I wanted to introduce a different kind of feedback tool that demanded more focus but was familiar enough to feel approachable.

She looked at it and smiled. Then she paused.

I told her the goal wasn’t to take a step unless she felt safe enough to take the next one.

The first few steps were careful. Her gaze softened, and the room got quiet. Halfway across, she stopped and laughed under her breath.

“This feels familiar,” she said.

Then she went quiet again and continued forward. With each step, her body looked more confident.

She told me she could picture exactly how she used to place her foot when she was dancing. She didn’t have to think about it. Her body was doing the work it already knew how to do.

Her eyes filled up with tears, but she didn’t lose her balance. The emotion didn’t interrupt her movement. Balance didn’t disappear when feelings surfaced. If anything, it reinforced it.

After she stepped off, we stood there for a moment without talking.

Moments like that are delicate, and it’s tempting to label them. To turn them into lessons or meaning-making. But part of being a coach is knowing when not to interfere and letting the nervous system finish what it started.

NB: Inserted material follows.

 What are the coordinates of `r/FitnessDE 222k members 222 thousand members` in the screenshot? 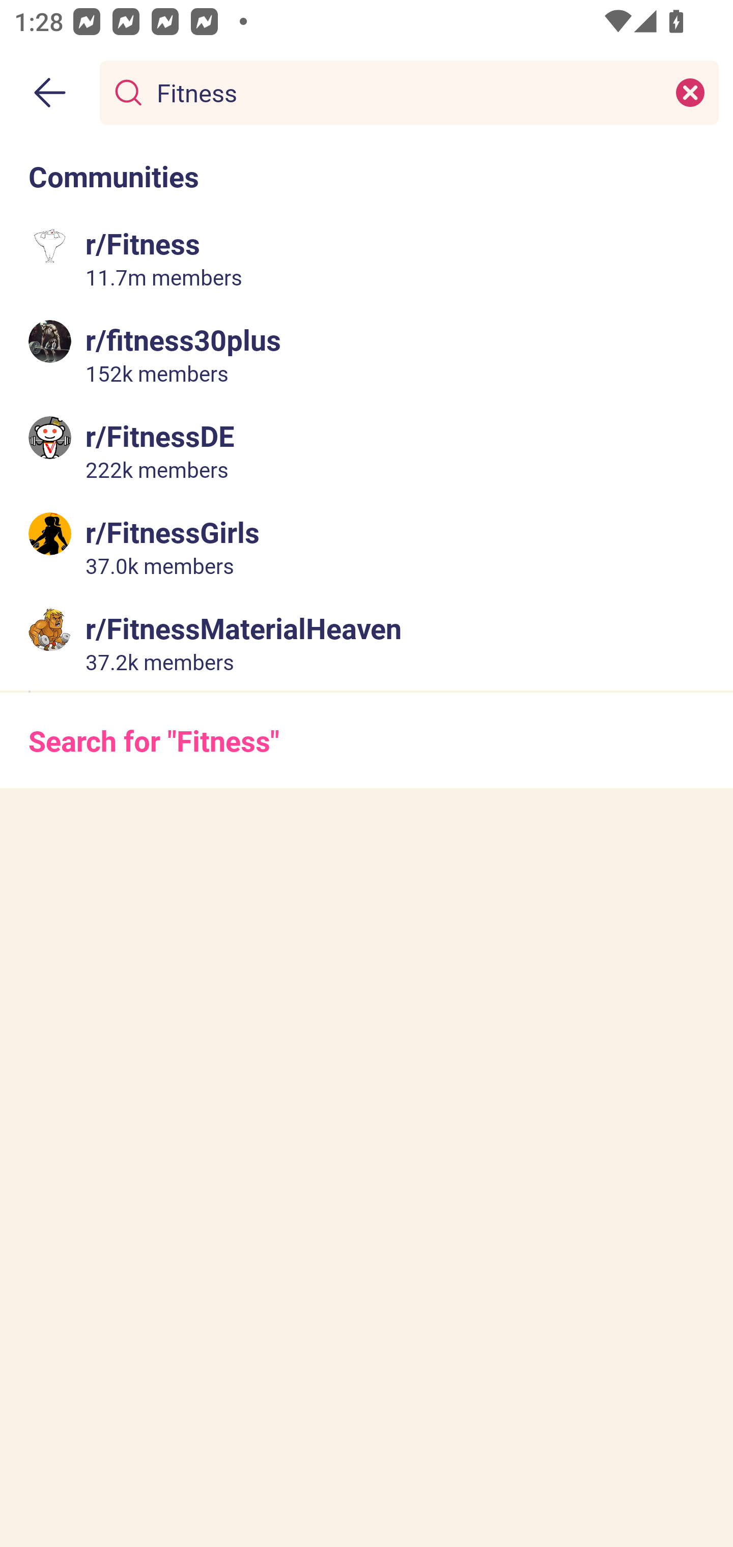 It's located at (366, 450).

There’s an aspect of movement that isn’t ours to control or overthink. And it’s not our role as a trainer to therapize it. These moments are often called breakthroughs, but I don’t think of them that way.

They aren’t rare or mystical.

They happen more often than we realize when the conditions are right.

When movement is approached with curiosity, we are free from expectation.

Good coaching is about creating fit conditions.

Sometimes what surfaces is strength. Sometimes it’s confidence. Sometimes it’s memory.

We talk a lot about exercise in terms of performance or appearance and less often about how it shapes awareness.

Movement has a way of reconnecting us to ourselves when it’s approached as a practice rather than a demand. Working out doesn’t have to be about looking a certain way. It can be a way of appreciating what your body is capable of now, without comparing it to what it used to be.

A way to explore how you respond to challenge, uncertainty, and change.

On that beam, this client wasn’t trying to be anything. She was present, and in that moment, her body reminded her of something that had never left; it was only waiting for the right conditions to return.